Insight

Put Your Money Where the Risk Is

My main takeaway from the rollout of the Greater Philadelphia Energy Action Team’s new “A Pipeline for Growth” report is this: the use of the word “molecules” in any discussion of energy policy should be avoided at all costs. It strikes me as the oral equivalent of trying to look smart by putting on a pair of eyeglasses you don’t need.

The report and its patrons have helpfully assembled lots of “known knowns” like pipeline maps and regulatory authority. They’ve also commissioned a good set of guesses regarding the “unknowable unknowns,” like how many jobs might appear if this and this and this happen at some point in the future.

But once again, we have a strategic representation of a business plan that makes its case based on enumerated estimates of benefits that are undenominated by any costs.  

And this an equal-opportunity travesty. There is plenty of hand-waving on every side of this issue. The future job projections claimed for the Philadelphia Energy Campaign or for making solar panels in the city are based on the same arithmetic used in “Pipeline.” These point estimates originating from narrow interests do little to serve the broader public or our representatives in government.

This becomes especially important given the repeated calls made this week for a new public authority that would assume the risk for unrecovered costs of building new pipelines and other infrastructure. That risk, if incurred, raises very interesting opportunities for policy design and innovation. So interesting, in fact, that I’ve hesitated to raise the issues myself.

But now advocates for the energy hub have opened the Pandora’s Box of public sector investment. It is notable that public financing is not discussed in the report itself but only in the media interviews following the release of the report. So perhaps the spokesman is going rogue and the idea may well not have the endorsement of the Chamber and others involved in the report. In any case, we should examine some implications.

The transfer of risk to the public sector should not be based on guesses about benefits. It should be based on the assumption of liability.

The transfer of risk to the public sector should not be based on guesses about benefits. It should be based on the assumption of liability. In very general terms, this can take two forms: insurance and bonding. Neither of these is a substitute for regulations; instead think of them as tools for making regulations work better.

The risk of a pipeline leaking, an oil train exploding, or an investment not paying off can be hedged by buying insurance. The premiums paid for such insurance are lost to the covered party but can also help pay for the consequences of damages from an insured event.

But the problem with insurance is that it thereby partially insulates the covered party from the consequences of their own actions, creating what is known as moral hazard.

When facing new operational risks, say from the construction of additional pipelines or the impacts of future petrochemical facilities, the stronger protection may come from bonding. With a bond, the liable party deposits their own money into an account they cannot access. If the covered bad thing doesn’t happen, they get their money back with interest. This powerfully aligns the operator’s incentives to do all they can to manage operational risk. It also aligns a co-investor’s incentives to not over-promise jobs and health and environmental benefits in their pitches to public sector partners.

If the public takes on any financial or environmental liabilities, the advocates for those liabilities need to put their money where the public risk is. Strong regulatory requirements backed by appropriate bonding requirements should be the basis for any public participation in the energy hub as described in “Pipeline.”

Mark Alan Hughes

Faculty Co-Director
Mark Alan Hughes leads the Kleinman Center as faculty co-director and writes on topics ranging from deep decarbonization to the future of Philadelphia’s energy landscape. He is also a professor of practice at the Weitzman School.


### [Your task]
Restate the entries word for word and skip every image.

Figure dataset records
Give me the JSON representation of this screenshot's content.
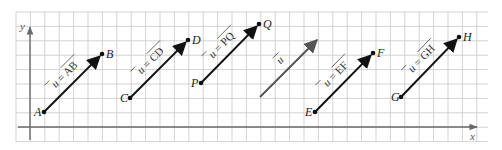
{
  "diagram": {
    "axes": {
      "x_label": "x",
      "y_label": "y"
    },
    "grid": {
      "left": 16,
      "top": 12,
      "right": 488,
      "bottom": 142,
      "cell": 14.4
    },
    "colors": {
      "vector": "#111111",
      "free_vector": "#555555",
      "grid": "#c8c8c8",
      "axis": "#6a6a6a"
    },
    "vectors": [
      {
        "id": "AB",
        "start_label": "A",
        "end_label": "B",
        "equation": "u⃗ = AB⃗",
        "eq_lhs": "u",
        "eq_rhs": "AB",
        "x1": 44,
        "y1": 112,
        "x2": 102,
        "y2": 54
      },
      {
        "id": "CD",
        "start_label": "C",
        "end_label": "D",
        "equation": "u⃗ = CD⃗",
        "eq_lhs": "u",
        "eq_rhs": "CD",
        "x1": 130,
        "y1": 98,
        "x2": 188,
        "y2": 40
      },
      {
        "id": "PQ",
        "start_label": "P",
        "end_label": "Q",
        "equation": "u⃗ = PQ⃗",
        "eq_lhs": "u",
        "eq_rhs": "PQ",
        "x1": 201,
        "y1": 83,
        "x2": 259,
        "y2": 24
      },
      {
        "id": "EF",
        "start_label": "E",
        "end_label": "F",
        "equation": "u⃗ = EF⃗",
        "eq_lhs": "u",
        "eq_rhs": "EF",
        "x1": 315,
        "y1": 112,
        "x2": 373,
        "y2": 53
      },
      {
        "id": "GH",
        "start_label": "G",
        "end_label": "H",
        "equation": "u⃗ = GH⃗",
        "eq_lhs": "u",
        "eq_rhs": "GH",
        "x1": 401,
        "y1": 97,
        "x2": 459,
        "y2": 37
      }
    ],
    "free_vector": {
      "label": "u",
      "x1": 260,
      "y1": 97,
      "x2": 317,
      "y2": 40
    }
  }
}
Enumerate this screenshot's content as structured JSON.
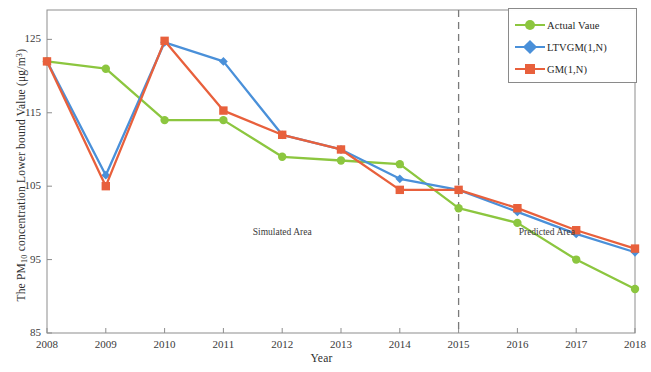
{
  "chart_data": {
    "type": "line",
    "title": "",
    "xlabel": "Year",
    "ylabel": "The PM10 concentration Lower bound Value (μg/m3)",
    "ylabel_main": "The PM",
    "ylabel_sub": "10",
    "ylabel_rest": " concentration Lower bound Value (μg/m",
    "ylabel_sup": "3",
    "ylabel_close": ")",
    "categories": [
      "2008",
      "2009",
      "2010",
      "2011",
      "2012",
      "2013",
      "2014",
      "2015",
      "2016",
      "2017",
      "2018"
    ],
    "x": [
      2008,
      2009,
      2010,
      2011,
      2012,
      2013,
      2014,
      2015,
      2016,
      2017,
      2018
    ],
    "ylim": [
      85,
      129
    ],
    "xlim": [
      2008,
      2018
    ],
    "yticks": [
      "85",
      "95",
      "105",
      "115",
      "125"
    ],
    "ytick_values": [
      85,
      95,
      105,
      115,
      125
    ],
    "grid": false,
    "legend_position": "top-right",
    "series": [
      {
        "name": "Actual Vaue",
        "color": "#8cc63f",
        "marker": "circle",
        "values": [
          122.0,
          121.0,
          114.0,
          114.0,
          109.0,
          108.5,
          108.0,
          102.0,
          100.0,
          95.0,
          91.0
        ]
      },
      {
        "name": "LTVGM(1,N)",
        "color": "#4a90d9",
        "marker": "diamond",
        "values": [
          122.0,
          106.5,
          124.6,
          122.0,
          112.0,
          110.0,
          106.0,
          104.5,
          101.5,
          98.5,
          96.0
        ]
      },
      {
        "name": "GM(1,N)",
        "color": "#e8603c",
        "marker": "square",
        "values": [
          122.0,
          105.0,
          124.8,
          115.3,
          112.0,
          110.0,
          104.5,
          104.5,
          102.0,
          99.0,
          96.5
        ]
      }
    ],
    "annotations": [
      {
        "text": "Simulated  Area",
        "x": 2012,
        "y": 98.5
      },
      {
        "text": "Predicted  Area",
        "x": 2016.5,
        "y": 98.5
      }
    ],
    "divider": {
      "x": 2015,
      "style": "dashed",
      "color": "#7a7a7a"
    }
  },
  "legend": {
    "items": [
      {
        "label": "Actual Vaue"
      },
      {
        "label": "LTVGM(1,N)"
      },
      {
        "label": "GM(1,N)"
      }
    ]
  }
}
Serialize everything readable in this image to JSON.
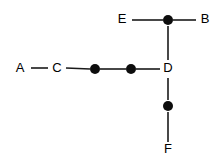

### [Solution]
Give me the JSON representation of this screenshot's content.
{
  "diagram": {
    "axes": {
      "x_label": "x",
      "y_label": "y"
    },
    "grid": {
      "left": 16,
      "top": 12,
      "right": 488,
      "bottom": 142,
      "cell": 14.4
    },
    "colors": {
      "vector": "#111111",
      "free_vector": "#555555",
      "grid": "#c8c8c8",
      "axis": "#6a6a6a"
    },
    "vectors": [
      {
        "id": "AB",
        "start_label": "A",
        "end_label": "B",
        "equation": "u⃗ = AB⃗",
        "eq_lhs": "u",
        "eq_rhs": "AB",
        "x1": 44,
        "y1": 112,
        "x2": 102,
        "y2": 54
      },
      {
        "id": "CD",
        "start_label": "C",
        "end_label": "D",
        "equation": "u⃗ = CD⃗",
        "eq_lhs": "u",
        "eq_rhs": "CD",
        "x1": 130,
        "y1": 98,
        "x2": 188,
        "y2": 40
      },
      {
        "id": "PQ",
        "start_label": "P",
        "end_label": "Q",
        "equation": "u⃗ = PQ⃗",
        "eq_lhs": "u",
        "eq_rhs": "PQ",
        "x1": 201,
        "y1": 83,
        "x2": 259,
        "y2": 24
      },
      {
        "id": "EF",
        "start_label": "E",
        "end_label": "F",
        "equation": "u⃗ = EF⃗",
        "eq_lhs": "u",
        "eq_rhs": "EF",
        "x1": 315,
        "y1": 112,
        "x2": 373,
        "y2": 53
      },
      {
        "id": "GH",
        "start_label": "G",
        "end_label": "H",
        "equation": "u⃗ = GH⃗",
        "eq_lhs": "u",
        "eq_rhs": "GH",
        "x1": 401,
        "y1": 97,
        "x2": 459,
        "y2": 37
      }
    ],
    "free_vector": {
      "label": "u",
      "x1": 260,
      "y1": 97,
      "x2": 317,
      "y2": 40
    }
  }
}
Enumerate this screenshot's content as structured JSON.
{
  "chart_data": {
    "type": "line",
    "title": "",
    "xlabel": "Year",
    "ylabel": "The PM10 concentration Lower bound Value (μg/m3)",
    "ylabel_main": "The PM",
    "ylabel_sub": "10",
    "ylabel_rest": " concentration Lower bound Value (μg/m",
    "ylabel_sup": "3",
    "ylabel_close": ")",
    "categories": [
      "2008",
      "2009",
      "2010",
      "2011",
      "2012",
      "2013",
      "2014",
      "2015",
      "2016",
      "2017",
      "2018"
    ],
    "x": [
      2008,
      2009,
      2010,
      2011,
      2012,
      2013,
      2014,
      2015,
      2016,
      2017,
      2018
    ],
    "ylim": [
      85,
      129
    ],
    "xlim": [
      2008,
      2018
    ],
    "yticks": [
      "85",
      "95",
      "105",
      "115",
      "125"
    ],
    "ytick_values": [
      85,
      95,
      105,
      115,
      125
    ],
    "grid": false,
    "legend_position": "top-right",
    "series": [
      {
        "name": "Actual Vaue",
        "color": "#8cc63f",
        "marker": "circle",
        "values": [
          122.0,
          121.0,
          114.0,
          114.0,
          109.0,
          108.5,
          108.0,
          102.0,
          100.0,
          95.0,
          91.0
        ]
      },
      {
        "name": "LTVGM(1,N)",
        "color": "#4a90d9",
        "marker": "diamond",
        "values": [
          122.0,
          106.5,
          124.6,
          122.0,
          112.0,
          110.0,
          106.0,
          104.5,
          101.5,
          98.5,
          96.0
        ]
      },
      {
        "name": "GM(1,N)",
        "color": "#e8603c",
        "marker": "square",
        "values": [
          122.0,
          105.0,
          124.8,
          115.3,
          112.0,
          110.0,
          104.5,
          104.5,
          102.0,
          99.0,
          96.5
        ]
      }
    ],
    "annotations": [
      {
        "text": "Simulated  Area",
        "x": 2012,
        "y": 98.5
      },
      {
        "text": "Predicted  Area",
        "x": 2016.5,
        "y": 98.5
      }
    ],
    "divider": {
      "x": 2015,
      "style": "dashed",
      "color": "#7a7a7a"
    }
  },
  "legend": {
    "items": [
      {
        "label": "Actual Vaue"
      },
      {
        "label": "LTVGM(1,N)"
      },
      {
        "label": "GM(1,N)"
      }
    ]
  }
}
Serialize everything readable in this image to JSON.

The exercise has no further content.